Steps Into a Larger World

Photo by Alireza Teimoury, used under a Creative Commons License
http://www.flickr.com/photos/teimoury/ / CC BY-NC-ND 2.0

I keep thinking that I ought to feel more today, on the fortieth anniversary of the first steps on the moon, but it's also a reminder of how brief the period of rapid developments in the space program really were. Megan laments the failure of will that kept that period so short, and I think Tom Wolfe's Times piece about the fact that NASA always lacked a corps of intellectuals to keep the rationale for space travel going beyond rivalry with the Soviet Union is probably correct. But I think both of them underestimate that the prospect of of serious, extended space travel and the possible colonization of other planets is simultaneously incredibly exciting and absolutely terrifying. And it's for that reason that I'm so glad Kim Stanley Robinson's Mars trilogy is making something of a comeback.

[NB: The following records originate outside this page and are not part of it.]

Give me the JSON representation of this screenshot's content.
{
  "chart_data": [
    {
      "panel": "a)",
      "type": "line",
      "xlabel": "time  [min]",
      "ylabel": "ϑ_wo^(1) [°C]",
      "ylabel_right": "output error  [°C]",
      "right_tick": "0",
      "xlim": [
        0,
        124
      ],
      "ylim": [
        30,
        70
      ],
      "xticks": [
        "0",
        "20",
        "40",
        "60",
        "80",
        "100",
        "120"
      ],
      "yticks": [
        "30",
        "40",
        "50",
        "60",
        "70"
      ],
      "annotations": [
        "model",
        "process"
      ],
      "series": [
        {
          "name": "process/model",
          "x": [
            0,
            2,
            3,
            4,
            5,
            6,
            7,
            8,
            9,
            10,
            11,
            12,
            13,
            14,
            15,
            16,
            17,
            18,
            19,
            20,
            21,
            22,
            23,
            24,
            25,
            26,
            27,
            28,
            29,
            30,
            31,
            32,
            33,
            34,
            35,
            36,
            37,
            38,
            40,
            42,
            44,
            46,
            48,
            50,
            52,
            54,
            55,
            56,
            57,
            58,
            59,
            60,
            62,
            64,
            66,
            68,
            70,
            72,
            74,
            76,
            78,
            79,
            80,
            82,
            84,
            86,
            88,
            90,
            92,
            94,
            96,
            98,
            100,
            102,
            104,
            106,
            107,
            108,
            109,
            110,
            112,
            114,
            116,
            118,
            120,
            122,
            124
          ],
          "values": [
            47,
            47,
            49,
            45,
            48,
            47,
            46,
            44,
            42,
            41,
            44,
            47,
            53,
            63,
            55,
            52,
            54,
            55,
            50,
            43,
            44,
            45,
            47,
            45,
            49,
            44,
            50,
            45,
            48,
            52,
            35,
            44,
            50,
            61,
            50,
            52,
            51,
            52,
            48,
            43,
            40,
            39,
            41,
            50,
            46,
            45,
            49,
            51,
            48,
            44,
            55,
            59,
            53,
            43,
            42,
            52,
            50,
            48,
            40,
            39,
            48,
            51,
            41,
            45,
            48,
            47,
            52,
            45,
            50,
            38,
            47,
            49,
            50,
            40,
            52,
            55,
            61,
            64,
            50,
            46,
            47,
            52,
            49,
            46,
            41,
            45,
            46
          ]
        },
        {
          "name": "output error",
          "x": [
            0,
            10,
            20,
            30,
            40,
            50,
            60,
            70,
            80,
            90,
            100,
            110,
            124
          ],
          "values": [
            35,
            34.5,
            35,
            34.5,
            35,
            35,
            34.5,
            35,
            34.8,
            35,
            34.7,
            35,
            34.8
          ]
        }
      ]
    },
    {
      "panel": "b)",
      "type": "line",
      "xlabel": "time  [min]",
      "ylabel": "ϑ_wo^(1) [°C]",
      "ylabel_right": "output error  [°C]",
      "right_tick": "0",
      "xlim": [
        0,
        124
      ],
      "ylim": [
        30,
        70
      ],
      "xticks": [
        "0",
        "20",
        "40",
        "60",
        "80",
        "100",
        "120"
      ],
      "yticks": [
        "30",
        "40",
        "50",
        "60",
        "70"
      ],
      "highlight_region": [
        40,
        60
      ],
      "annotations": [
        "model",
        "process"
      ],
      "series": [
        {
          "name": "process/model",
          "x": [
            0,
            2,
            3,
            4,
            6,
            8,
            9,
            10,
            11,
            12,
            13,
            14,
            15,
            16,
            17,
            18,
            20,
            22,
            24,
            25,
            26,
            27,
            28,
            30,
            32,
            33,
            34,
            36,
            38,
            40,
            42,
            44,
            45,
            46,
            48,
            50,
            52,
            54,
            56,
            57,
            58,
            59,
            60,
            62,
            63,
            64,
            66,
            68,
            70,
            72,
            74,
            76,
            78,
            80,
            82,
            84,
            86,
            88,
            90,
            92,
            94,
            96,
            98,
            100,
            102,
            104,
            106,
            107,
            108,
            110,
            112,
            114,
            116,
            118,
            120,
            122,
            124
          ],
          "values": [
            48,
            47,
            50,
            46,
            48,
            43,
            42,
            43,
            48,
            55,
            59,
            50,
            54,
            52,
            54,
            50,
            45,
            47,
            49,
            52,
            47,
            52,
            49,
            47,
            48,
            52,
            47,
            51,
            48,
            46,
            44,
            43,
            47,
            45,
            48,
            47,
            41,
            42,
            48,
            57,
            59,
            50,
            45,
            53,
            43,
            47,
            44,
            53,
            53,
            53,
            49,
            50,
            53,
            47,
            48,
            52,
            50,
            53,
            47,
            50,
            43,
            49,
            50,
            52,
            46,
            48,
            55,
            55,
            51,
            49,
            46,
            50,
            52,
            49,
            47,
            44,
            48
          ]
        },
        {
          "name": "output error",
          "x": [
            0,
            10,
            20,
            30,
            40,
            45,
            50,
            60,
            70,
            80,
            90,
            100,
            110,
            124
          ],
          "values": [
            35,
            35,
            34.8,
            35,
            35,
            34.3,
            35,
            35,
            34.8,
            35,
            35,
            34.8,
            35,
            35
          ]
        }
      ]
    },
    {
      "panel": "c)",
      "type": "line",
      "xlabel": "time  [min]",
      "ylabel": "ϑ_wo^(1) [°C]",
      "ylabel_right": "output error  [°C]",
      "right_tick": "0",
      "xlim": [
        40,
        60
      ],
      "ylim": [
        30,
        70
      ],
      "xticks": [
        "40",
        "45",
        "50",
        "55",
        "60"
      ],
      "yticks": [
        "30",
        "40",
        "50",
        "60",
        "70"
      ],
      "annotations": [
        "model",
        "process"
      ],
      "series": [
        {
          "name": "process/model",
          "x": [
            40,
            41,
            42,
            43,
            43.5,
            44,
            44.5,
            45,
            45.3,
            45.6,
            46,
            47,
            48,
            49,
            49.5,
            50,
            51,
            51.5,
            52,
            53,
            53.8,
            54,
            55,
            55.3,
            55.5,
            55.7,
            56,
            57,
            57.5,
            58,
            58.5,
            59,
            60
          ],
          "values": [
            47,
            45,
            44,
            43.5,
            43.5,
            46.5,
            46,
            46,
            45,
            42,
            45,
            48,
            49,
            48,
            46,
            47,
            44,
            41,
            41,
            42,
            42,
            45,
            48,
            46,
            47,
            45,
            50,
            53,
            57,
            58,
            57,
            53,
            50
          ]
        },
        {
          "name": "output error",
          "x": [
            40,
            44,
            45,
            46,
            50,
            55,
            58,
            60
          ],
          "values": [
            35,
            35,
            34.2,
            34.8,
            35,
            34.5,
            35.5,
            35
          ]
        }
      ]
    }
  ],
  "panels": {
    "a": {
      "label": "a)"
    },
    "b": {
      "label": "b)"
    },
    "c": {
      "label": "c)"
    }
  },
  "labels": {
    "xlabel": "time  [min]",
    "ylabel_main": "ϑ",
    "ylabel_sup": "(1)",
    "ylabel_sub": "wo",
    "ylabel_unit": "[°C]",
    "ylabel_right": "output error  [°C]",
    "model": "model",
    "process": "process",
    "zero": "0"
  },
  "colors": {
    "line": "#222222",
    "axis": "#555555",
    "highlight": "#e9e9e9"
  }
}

One of the key points Robinson makes in Red Mars, the first book in the series, which follows the first 100 settlers as they arrive on Mars and begin to set up an infrastructure to support life--and ultimately set off the processes that will change Mars' atmosphere and geology--is that you have to be slightly insane to commit to leaving Earth forever if you were born there. That insanity isn't a bad thing, from the novels' perspective: it's a necessary condition to get people to commit to leave, and to do the extremely hard work of settlement. What makes Robinson's work so compelling is that this insanity takes a lot of different forms: geologists who are in love with Mars' essential emptiness and vastness, people committed to social revolution that they live out through architecture, scientists who want to take biology further than it can be taken on Earth and view Mars as a clean slate, engineers who love jazz and relish the chance to build something habitable, functional, and beautiful under the most challenging possible conditions, linguists who find homes among different Muslim sects, botanists who come to worship Mars itself. He creates a gorgeous set of characters, and isn't afraid to have them be selfish, murderous, drug-addicted, hopelessly naive in addition to kind, artistic, thoughtful, intelligent: in other words, completely human, up and down the scale.

But the Mars trilogy is highly readable, and increasingly relevant today, not just because it has a terrific cast, but because Robinson takes his hard sci-fi approach and applies it not only to the science of climate change, but to the political questions of how people with various baggage, be it religion, work for vast multi-national corporations, citizenship in countries on opposite sides of the Cold War divide attempt to build a society that avoids the pitfalls of the past, ranging from widespread disease to cataclysmic climate change to vast gaps between the rich and the poor. Reading the books (Blue Mars is by far the weakest in the triology) feels like watching an experiment running in fast-forward. And the problems are eerily relevant. The First 100, for example, come up with a vaccine that reverses many of the effects of aging, leading to a race on Earth for people who want the treatment, even though the people who have access to it tend to be exceedingly wealthy. Earth is literally falling apart, making Mars both a badly-needed escape venue for a crushed planet, and something to be preserved from similar wreckage. Robinson's use of the problems of how to treat Mars as a way to get at the difference between Muslim sects was ahead of its time when it was written, but at the core of issues we discuss in foreign policy today.

Megan and Tom Wolfe are probably correct that we haven't had the leadership to make space travel and exploration possible. But I think we also haven't reached the tipping point on Earth to make it seem urgent, either. When we get there, if we all survive, we will need space, and the ability to make a home on other planets. It'll be terrifying that we've gotten to that point, but hugely exciting if we manage to make it happen.